Saturday, December 11, 2010

Words seeking flesh

With Christmas drawing near, I'm sharing the first of this year's thoughts on what's going on. Not at the shopping malls, but in the cosmos--reflections on incarnation:

Need I begin by saying that the incarnation has nothing to do with flowers? No, probably not. Anyone who has been around church-like things knows that it has something to do with Jesus, even if they don’t know exactly what. So let’s break the word apart. In carnis: in the flesh. Mix in a little God and we have God in flesh, or the central mystery of Christianity—God's divine nature is fully present in human nature. Or human nature is fully present in God’s divine nature.
How would we explain this major article of our faith to someone who has no knowledge of religion or, at least, Christianity? Why should such a person even care, much less receive it as Good News? The message is that “God so loved the world” that God entered the world to become one with the world, through human nature—who we are. That’s nice, yet there are species and natures in the world that are much nicer than we are. We cause wars. We consume beyond our need. We discriminate unfairly. We are hard to satisfy and too judgmental to be satisfied. We look down on others, even others of our own species. We compete. We hate. We hurt. We take. We are rarely satisfied. God so loved this?
I suppose that if a well-known leader like President Obama or Pope Benedict were to come to me and say, “I want you as my best friend,” I’d be flattered. I’d also be suspicious. “Are you sure you mean me? Even my friends can only take so much of me. I know myself. Why me?” It would make no sense to me, but I would sure work hard at being the best friend I could be, knowing full well that I had done nothing to earn the privilege. Still, it would really be strange.
God wants to be one of us, one with us? Is God no better than us. Tthe Old Testament does make God look pretty unstable at times—happy one day, foolish the next, needing anger management the third, etc.? We work so hard trying to be God, and God wants to be us? Is not even God ever satisfied? What is in it for God, and what is in it for us? These are human questions—at least among the one’s this human would have.
There is great danger in attributing to God only those human characteristics with which we are familiar. I suspect there is more to God than that. Heck, there is more to us than that! In becoming one with us, through the human Jesus, we are invited to be what we cannot even conceive of being, without loosing our humanness.
So, some questions. Let us reflect on them during the third week of Advent, and try to answer some of them during the fourth:

Why is the incarnation (God fully entering the human condition) such a big deal?
Who benefits from this relationship, and how?
Why us?
What difference does it make in my life? Our life? What makes this Good News?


Your objective ::
The entries below are to be repeated verbatim, in full.

Data ::
▬▬▬▬▬▬
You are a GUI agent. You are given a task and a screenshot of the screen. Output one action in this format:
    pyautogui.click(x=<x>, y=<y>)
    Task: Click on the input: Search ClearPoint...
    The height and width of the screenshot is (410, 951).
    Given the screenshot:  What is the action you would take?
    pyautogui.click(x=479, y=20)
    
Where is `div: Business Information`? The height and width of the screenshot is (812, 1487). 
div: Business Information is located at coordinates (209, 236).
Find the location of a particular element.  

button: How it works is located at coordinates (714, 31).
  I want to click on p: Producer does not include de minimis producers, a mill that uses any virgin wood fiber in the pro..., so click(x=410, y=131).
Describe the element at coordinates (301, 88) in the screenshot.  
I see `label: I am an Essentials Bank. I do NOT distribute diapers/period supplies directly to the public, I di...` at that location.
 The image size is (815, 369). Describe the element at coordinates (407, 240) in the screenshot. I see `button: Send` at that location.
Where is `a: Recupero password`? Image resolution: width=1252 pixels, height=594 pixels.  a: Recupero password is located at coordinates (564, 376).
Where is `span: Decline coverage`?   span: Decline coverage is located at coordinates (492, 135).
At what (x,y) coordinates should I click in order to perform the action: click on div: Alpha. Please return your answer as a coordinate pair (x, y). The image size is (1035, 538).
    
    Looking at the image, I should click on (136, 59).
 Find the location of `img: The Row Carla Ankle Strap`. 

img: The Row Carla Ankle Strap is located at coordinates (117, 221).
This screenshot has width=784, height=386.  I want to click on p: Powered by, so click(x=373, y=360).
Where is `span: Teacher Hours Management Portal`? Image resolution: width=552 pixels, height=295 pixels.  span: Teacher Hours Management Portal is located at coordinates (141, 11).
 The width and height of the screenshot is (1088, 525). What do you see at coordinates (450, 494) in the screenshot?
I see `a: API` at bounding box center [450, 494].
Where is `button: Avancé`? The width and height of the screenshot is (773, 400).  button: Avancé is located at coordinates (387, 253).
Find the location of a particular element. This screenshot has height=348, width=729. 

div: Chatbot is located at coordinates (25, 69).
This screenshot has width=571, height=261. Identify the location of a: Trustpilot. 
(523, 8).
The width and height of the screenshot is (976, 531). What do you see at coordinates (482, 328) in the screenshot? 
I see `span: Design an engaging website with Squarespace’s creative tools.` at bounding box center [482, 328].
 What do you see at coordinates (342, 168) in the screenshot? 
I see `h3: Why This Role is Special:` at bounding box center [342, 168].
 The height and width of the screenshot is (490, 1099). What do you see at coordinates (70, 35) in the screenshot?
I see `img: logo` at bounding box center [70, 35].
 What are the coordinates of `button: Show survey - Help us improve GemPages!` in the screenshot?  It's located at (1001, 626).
▬▬▬▬▬▬
Task output ::
You are a GUI agent. You are given a task and a screenshot of the screen. Output one action in this format:
    pyautogui.click(x=<x>, y=<y>)
    Task: Click on the input: Search ClearPoint...
    The height and width of the screenshot is (410, 951).
    Given the screenshot:  What is the action you would take?
    pyautogui.click(x=479, y=20)
    
Where is `div: Business Information`? The height and width of the screenshot is (812, 1487). 
div: Business Information is located at coordinates (209, 236).
Find the location of a particular element.  

button: How it works is located at coordinates (714, 31).
  I want to click on p: Producer does not include de minimis producers, a mill that uses any virgin wood fiber in the pro..., so click(x=410, y=131).
Describe the element at coordinates (301, 88) in the screenshot.  
I see `label: I am an Essentials Bank. I do NOT distribute diapers/period supplies directly to the public, I di...` at that location.
 The image size is (815, 369). Describe the element at coordinates (407, 240) in the screenshot. I see `button: Send` at that location.
Where is `a: Recupero password`? Image resolution: width=1252 pixels, height=594 pixels.  a: Recupero password is located at coordinates (564, 376).
Where is `span: Decline coverage`?   span: Decline coverage is located at coordinates (492, 135).
At what (x,y) coordinates should I click in order to perform the action: click on div: Alpha. Please return your answer as a coordinate pair (x, y). The image size is (1035, 538).
    
    Looking at the image, I should click on (136, 59).
 Find the location of `img: The Row Carla Ankle Strap`. 

img: The Row Carla Ankle Strap is located at coordinates (117, 221).
This screenshot has width=784, height=386.  I want to click on p: Powered by, so click(x=373, y=360).
Where is `span: Teacher Hours Management Portal`? Image resolution: width=552 pixels, height=295 pixels.  span: Teacher Hours Management Portal is located at coordinates (141, 11).
 The width and height of the screenshot is (1088, 525). What do you see at coordinates (450, 494) in the screenshot?
I see `a: API` at bounding box center [450, 494].
Where is `button: Avancé`? The width and height of the screenshot is (773, 400).  button: Avancé is located at coordinates (387, 253).
Find the location of a particular element. This screenshot has height=348, width=729. 

div: Chatbot is located at coordinates (25, 69).
This screenshot has width=571, height=261. Identify the location of a: Trustpilot. 
(523, 8).
The width and height of the screenshot is (976, 531). What do you see at coordinates (482, 328) in the screenshot? 
I see `span: Design an engaging website with Squarespace’s creative tools.` at bounding box center [482, 328].
 What do you see at coordinates (342, 168) in the screenshot? 
I see `h3: Why This Role is Special:` at bounding box center [342, 168].
 The height and width of the screenshot is (490, 1099). What do you see at coordinates (70, 35) in the screenshot?
I see `img: logo` at bounding box center [70, 35].
 What are the coordinates of `button: Show survey - Help us improve GemPages!` in the screenshot?  It's located at (1001, 626).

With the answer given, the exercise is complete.